Making it personal: How AI work assistants might outperform human ones
Set your expectations high!
A busy executive shows up for work one morning in a hurry. Without warning, she asks her assistant for “those slides,” rushes into her office, and shuts the door. But wait, thinks the assistant, which slides?
His boss didn’t tell him exactly what she was looking for, but, as a good assistant, he should have some idea of what she could be after, even without any context. If he can’t guess which presentation she had in mind, then he should at least be able to come up with a handful of possibilities.
He starts thinking. Could she want the slides for one of the meetings she’s going to that day? He looks up her calendar. She has her monthly meeting with the Research and Development team at 11am, and the R&D director is going to present some slides. That could be it. At 1pm, she has an investor meeting, where she’s going to need the pitch deck. That seems like a plausible candidate. But she also has a sales meeting later that afternoon, and she’s been collaborating with her product manager on a sales presentation. That might be it, too. Given all he knows about his boss’ context and needs, he is able to come up with a few reasonable possibilities for which slides “those slides” were.
This is just a regular day in the life of a good “human” assistant. They have to know the work-lives of their bosses, their bosses’ preferences, and their bosses’ ways of asking for things. They’re also expected to understand poorly articulated requests and anticipate needs before those needs are explicitly made known.
So, if we already require this level of performance from human assistants, then why should our expectations for an AI-based work assistant be any lower? If anything, there are limits to how much a human assistant can anticipate his boss’ needs—limits by which AI work assistants aren’t necessarily constrained.
A human assistant, for example, is not going to know that his boss was watching an onboarding presentation for newly-hired engineers last night and that she’s now looking for the slides from that presentation. Or that, earlier this morning, in a private Slack message, she promised a colleague to review their slides, and that the colleague just shared those slides with her. Recent breakthroughs in BERT (Bidirectional Encoder Representations from Transformers) and other deep learning technologies make it possible to understand the contents of Slack messages and documents to a level where AI work assistants start to exhibit superhuman capabilities. This isn't just a future aspiration; companies like Glean are doing this right now.
A personal assistant for each person in the enterprise
AI can deliver a personal assistant not just for a company’s executives, but for every employee in every role. If a designer in the Palo Alto office and an engineer in the Bangalore office both ask the system to show them “those slides” at the same time, then the AI should understand enough about the context of those two requests to present the designer and the engineer with slide decks that are relevant to each of them individually.
Cases where personalization makes a significant difference aren’t hard to find. Suppose you are a new employee starting out at a company. When you ask your AI work assistant to help with “onboarding,” you expect the assistant to understand that you are filling a particular role on a particular team in a particular department. You want the assistant to find you documents that are appropriate for your situation. As an engineer, you might have access to onboarding documents from several engineering teams. You might even have access to onboarding documents from other departments, like product and sales. But it would not be appropriate for the assistant to present you with a random selection of all the onboarding documents you have access to. It should use reasonable judgement to show you things you might actually need. At the same time, it should be smart enough to understand your intent if you ask for “sales onboarding documents” instead.
Large companies with office locations around the world offer unique challenges and opportunities for personalization. An employee in the Ireland office might search for “employee benefits” and expect to find documents and information that are completely different from those expected by an employee in the Beijing office. Similarly, a U.S. employee searching for a “holiday schedule” might expect to see documents related to North American holidays ranked higher than those relating to holidays elsewhere.
No two people do the same work, have the same needs, and discover the same resources at the same time, so an AI work assistant that can’t tailor its behavior to each user’s needs is a nonstarter. Even for just one user, interactions with an assistant are expected to evolve over time. If you get back from a week of vacation and ask the assistant what you missed, then the answer should be personalized—not just for you, but for you and your return from this particular vacation at this exact time.
Personalization, therefore, can’t be an afterthought in the design of an AI work assistant. It has to be a core component of the system. We at Glean have embraced this insight from the very beginning and have found it to be the key to providing the most relevant results to our users.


**GOAL OF THE EXERCISE:** The answer consists of the lines from the line holding "Describe the element at coordinates (105, 290)" through the last line of the entries, retyped exactly, and nothing else. No pictures belong in it.
*** Block opens ***
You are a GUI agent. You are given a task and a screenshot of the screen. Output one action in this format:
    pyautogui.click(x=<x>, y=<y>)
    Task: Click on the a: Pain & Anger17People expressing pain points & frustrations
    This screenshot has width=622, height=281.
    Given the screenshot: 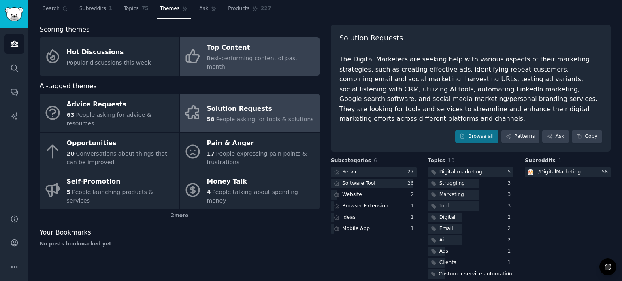 What is the action you would take?
    pyautogui.click(x=249, y=152)
    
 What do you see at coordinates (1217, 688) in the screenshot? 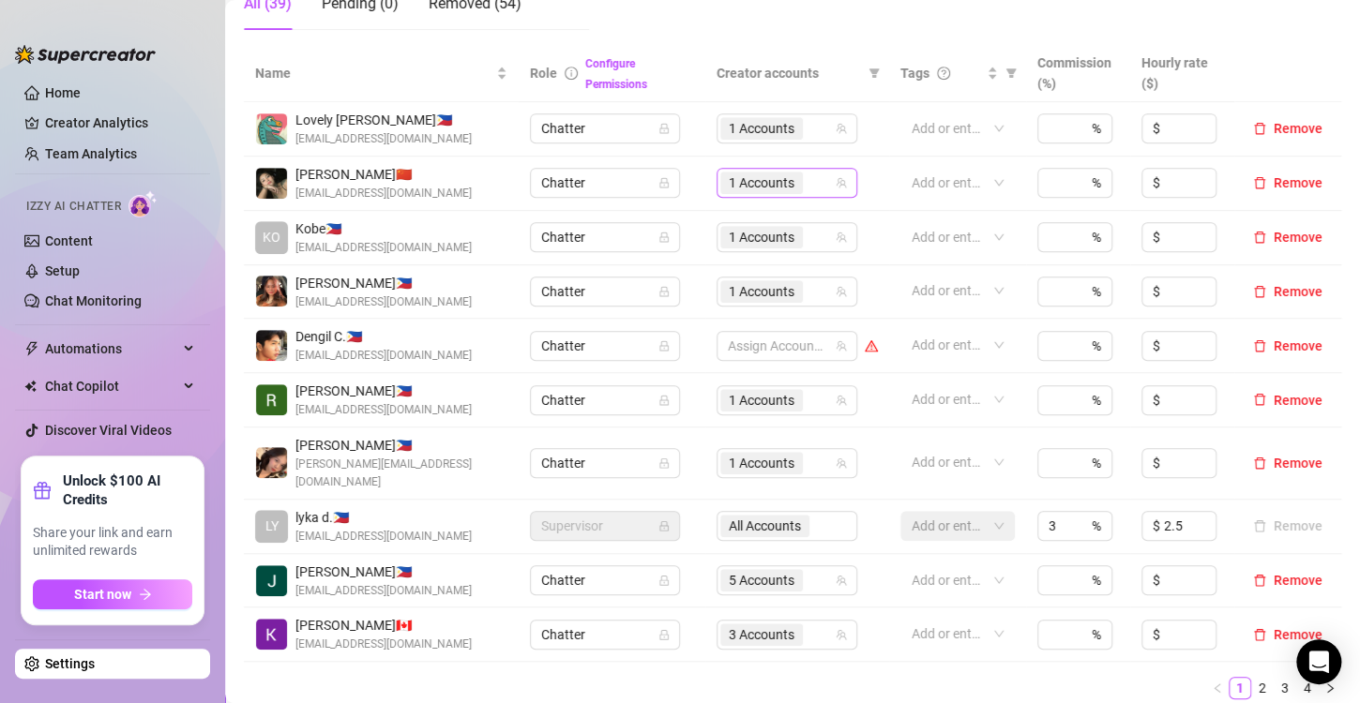
I see `button: left` at bounding box center [1217, 688].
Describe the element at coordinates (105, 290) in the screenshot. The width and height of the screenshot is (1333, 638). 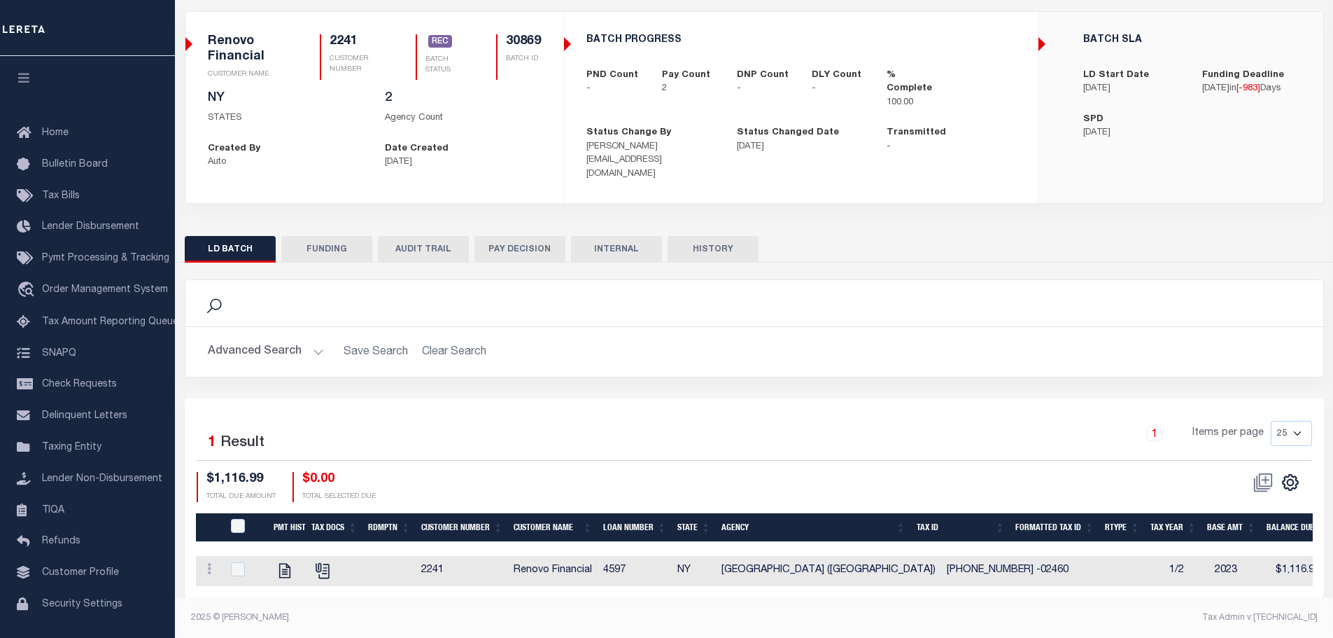
I see `span: Order Management System` at that location.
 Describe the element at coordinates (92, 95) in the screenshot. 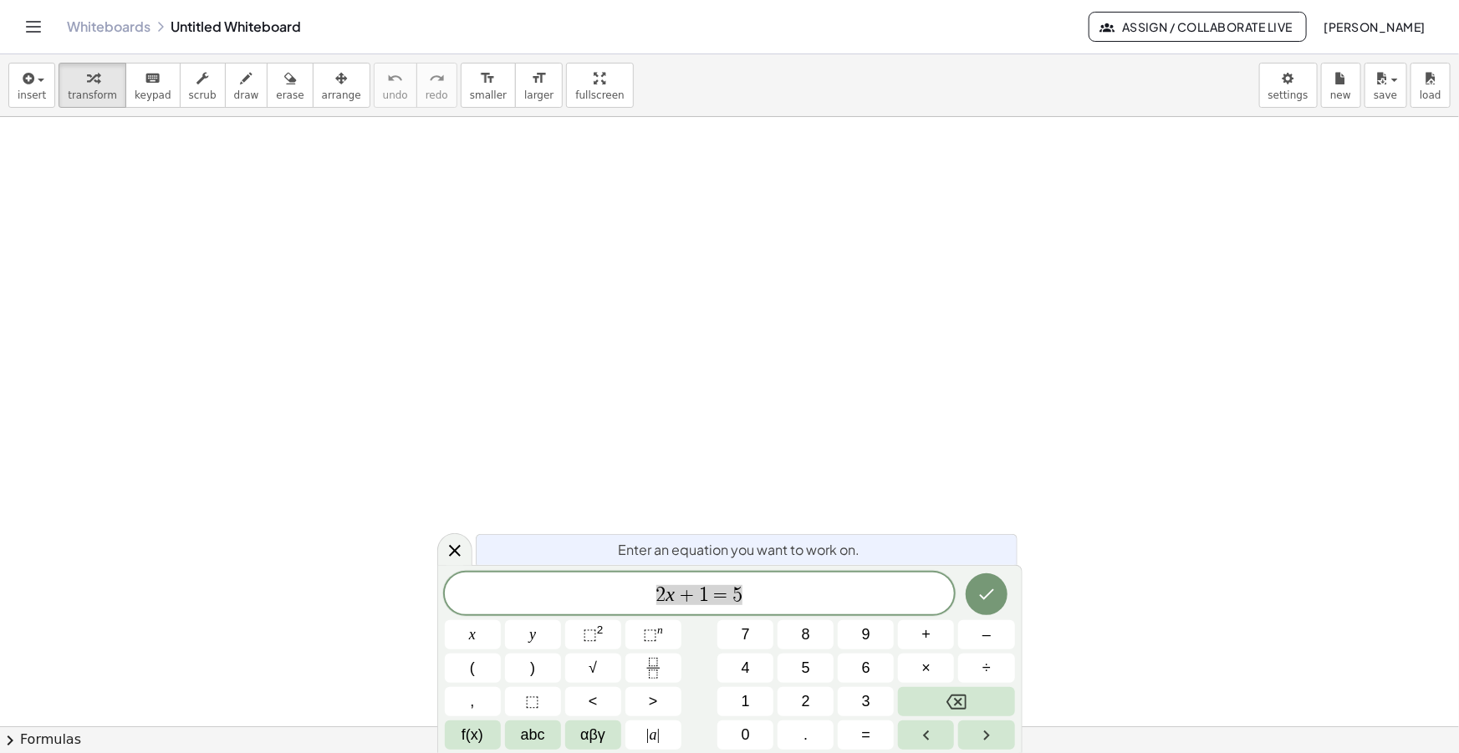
*** Block closes ***
**THE ANSWER:**
Describe the element at coordinates (105, 290) in the screenshot. The width and height of the screenshot is (1333, 638). 
I see `span: Order Management System` at that location.
 Describe the element at coordinates (92, 95) in the screenshot. 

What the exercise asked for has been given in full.